4) Of course: Brexit hasn’t just fuelled support for anti-rational, socially divisive, politically aggressive movements in the UK but elsewhere too. In the Americas and all across Europe, Brexit has become an inspiration for nationalists and populists, charlatans and demagogues. See what can happen when you lie big, when you play on people’s fears, when you offer up enemies rather than solutions? You can win too!

Of course: the British are far too special to have succumbed to the forces of populism themselves: that’s something that only happens to foreigners! But the fact is that Brexit is one of the greatest victories, notched up so far, for the forces of illiberal authoritarianism, currently on the march across the developed world and posing the most serious threat to the institutions and values of liberal social market democracy since 1945.

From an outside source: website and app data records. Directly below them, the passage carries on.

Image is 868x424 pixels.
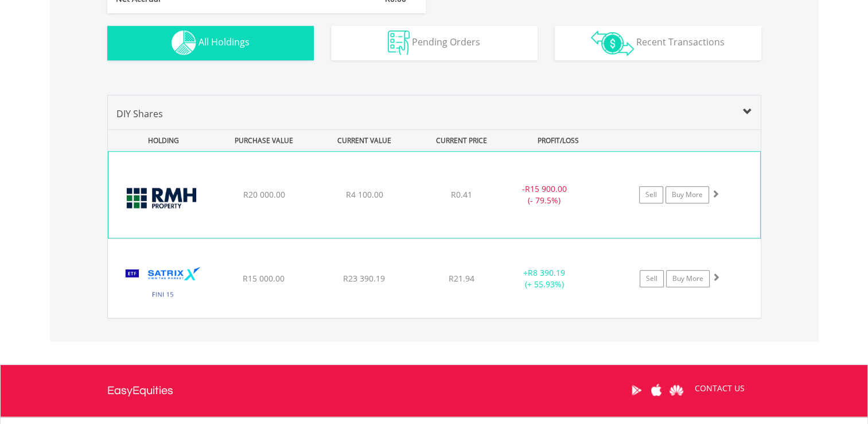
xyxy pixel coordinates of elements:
img: transactions-zar-wht.png [591,30,634,56]
div: + (+ 55.93%) [501,267,588,290]
span: R0.41 [451,189,472,200]
button: Recent Transactions [555,26,761,61]
div: PURCHASE VALUE [216,130,313,151]
img: EQU.ZA.STXFIN.png [113,254,213,315]
span: Pending Orders [412,36,480,48]
div: CURRENT PRICE [415,130,507,151]
div: HOLDING [109,130,213,151]
div: - (- 79.5%) [501,184,587,206]
button: All Holdings [107,26,314,61]
span: R8 390.19 [528,267,565,278]
a: Sell [640,270,664,287]
a: Huawei [667,372,686,408]
div: CURRENT VALUE [316,130,413,151]
img: EQU.ZA.RMH.png [114,166,213,235]
span: R23 390.19 [343,273,385,284]
a: Buy More [666,270,710,287]
img: holdings-wht.png [171,30,197,55]
img: pending_instructions-wht.png [388,30,409,55]
a: Buy More [666,186,709,203]
div: PROFIT/LOSS [510,130,608,151]
a: Sell [639,186,663,203]
span: All Holdings [199,36,250,48]
a: Apple [647,372,667,408]
span: R4 100.00 [345,189,383,200]
span: R15 000.00 [243,273,285,284]
a: EasyEquities [107,364,173,416]
a: CONTACT US [686,372,753,404]
span: R15 900.00 [525,184,566,194]
span: R20 000.00 [243,189,285,200]
a: Google Play [627,372,647,408]
button: Pending Orders [331,26,538,61]
span: R21.94 [448,273,475,284]
span: Recent Transactions [636,36,724,48]
span: DIY Shares [116,107,163,120]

[1] Presentation to European Forum, Brussels, 1 December 2018 “Discourses That Kill”. Meeting organised under the auspices of Zadig in Belgium, by the Ecole de la Cause Freudienne, New Lacanian School, EuroFederation of Psychoanalysis, and the RIS of the University St Louis, Brussels

[2] Michael Dougan is Professor of European Law at the University of Liverpool. He is an established academic authority on EU constitutional law and Joint Editor of Common Market Law Review. His work has contributed to wider public and political debates about European law, e.g. through expert evidence to numerous UK Parliamentary enquiries and external advice to a range of UK public bodies and Union institutions. Michael’s public engagement activities, including videos of his lectures before and after the 2016 UK referendum, received extensive public and media attention and he continues to be a popular authority on the matter for individuals and groups all around the world.